Bombarded by the media and weary of technology
It’s one of those days where it feels like the world is closing in, and when I say “the world” I’m talking about accounts of the world as reported to us by “the media” in its myriad forms.
Of course, it’s worse in an election year, when you got all this “he said she said” going on. While that kind of stuff has always gone on and is still going on, it got mitigated somewhat this year by the number of debates, which is more than in any campaign ever before. I see some people on TV, mostly party insiders and political consultants, and also journalists and commentators, saying - enough already. From the campaign side, they know they have only so much time and so much money with which to operate, and only so many hiccups and stumbles they can overcome or withstand; from the news commentator / campaign moderator side, they complain that there are only so many questions they can ask (or apparently even think of to ask) that someone else hasn’t already asked. Read More
But were it not for this many debates then the campaign and PR teams would have even greater latitude and impact than they already do. They could (and do) say whatever they want about their candidates, and the opponents, but in the case of someone like Rick Perry – he is best revealed in his own words and by his own reactions.

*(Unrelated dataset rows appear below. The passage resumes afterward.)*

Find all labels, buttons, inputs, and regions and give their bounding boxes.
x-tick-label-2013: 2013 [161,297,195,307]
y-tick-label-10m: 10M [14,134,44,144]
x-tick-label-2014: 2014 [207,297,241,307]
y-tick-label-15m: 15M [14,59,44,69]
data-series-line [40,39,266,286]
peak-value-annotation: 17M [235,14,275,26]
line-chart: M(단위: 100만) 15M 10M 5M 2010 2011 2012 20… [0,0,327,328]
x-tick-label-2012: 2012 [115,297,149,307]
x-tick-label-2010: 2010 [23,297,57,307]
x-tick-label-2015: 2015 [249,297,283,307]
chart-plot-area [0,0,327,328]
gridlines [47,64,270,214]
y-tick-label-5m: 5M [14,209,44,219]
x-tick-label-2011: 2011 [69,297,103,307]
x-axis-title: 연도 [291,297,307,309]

The public is served by seeing it for themselves; and those that didn’t see it only need to tune into the news and they’ll see it about 200 times before the day is through.
Advertisers used to say you need to see something seven or eight or nine times for it to click in your brain; now it’s something like a hundred times, because there’s so much coming at us all the time.

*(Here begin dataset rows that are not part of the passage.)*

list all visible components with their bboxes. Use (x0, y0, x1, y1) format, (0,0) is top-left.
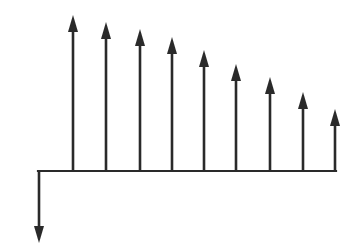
arrow-up-icon (135, 29, 145, 46)
outflow-arrow (34, 171, 44, 243)
arrow-up-icon (68, 15, 78, 32)
inflow-arrow (298, 92, 308, 171)
arrow-up-icon (298, 92, 308, 109)
diagram-canvas (0, 0, 360, 252)
inflow-arrow (265, 77, 275, 171)
arrow-up-icon (199, 50, 209, 67)
inflow-arrow (135, 29, 145, 171)
inflow-arrow (167, 37, 177, 171)
inflow-arrow (68, 15, 78, 171)
arrow-up-icon (101, 22, 111, 39)
inflow-arrow (330, 109, 340, 171)
inflow-arrow (231, 64, 241, 171)
inflow-arrows (68, 15, 340, 171)
arrow-up-icon (167, 37, 177, 54)
arrow-up-icon (330, 109, 340, 126)
inflow-arrow (199, 50, 209, 171)
arrow-up-icon (265, 77, 275, 94)
arrow-down-icon (34, 226, 44, 243)
cash-flow-diagram (0, 0, 360, 252)
arrow-up-icon (231, 64, 241, 81)
inflow-arrow (101, 22, 111, 171)
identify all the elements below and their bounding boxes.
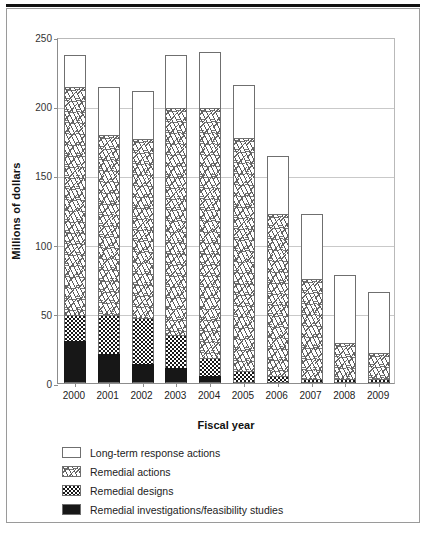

It’s like this great big battle for our attention – all these messages all the time being flung so forcefully and in the most sensational of terms.
I’m up to here with it (hand on forehead, which in my case goes up halfway around my skull.)
You can turn on your TV or your computer, or flip through the glossy magazines, and hear about how everything is changing faster than you can think, or blink, but as I gaze out my window, and see the trees and the mountains, and the clouds and the colors, and as I sense the stillness and the motion – in the branches, and hear the birds, and observe the angle of the light, it occurs to me that not everything is affected by this non-stop barrage of media messages telling us what’s what and what will be, and how things are, and who’s hot and who’s not, and what is worth wanting.
My soul is crying out for my mind and body to spend a little less time in the ever-changing world of technology, the world of phones and TVs and computers and cars, and more time sensing the wind and the stars and the earth and the ocean, which means more time in the world that’s been here all along, or at least as long as anyone can remember.
I don’t want to have to rely on the internet to be connected, or on some electronic device to be in synch, and I don’t care to pretend that most of what gets passes of as news these days can be classified as anything other than promotional propaganda.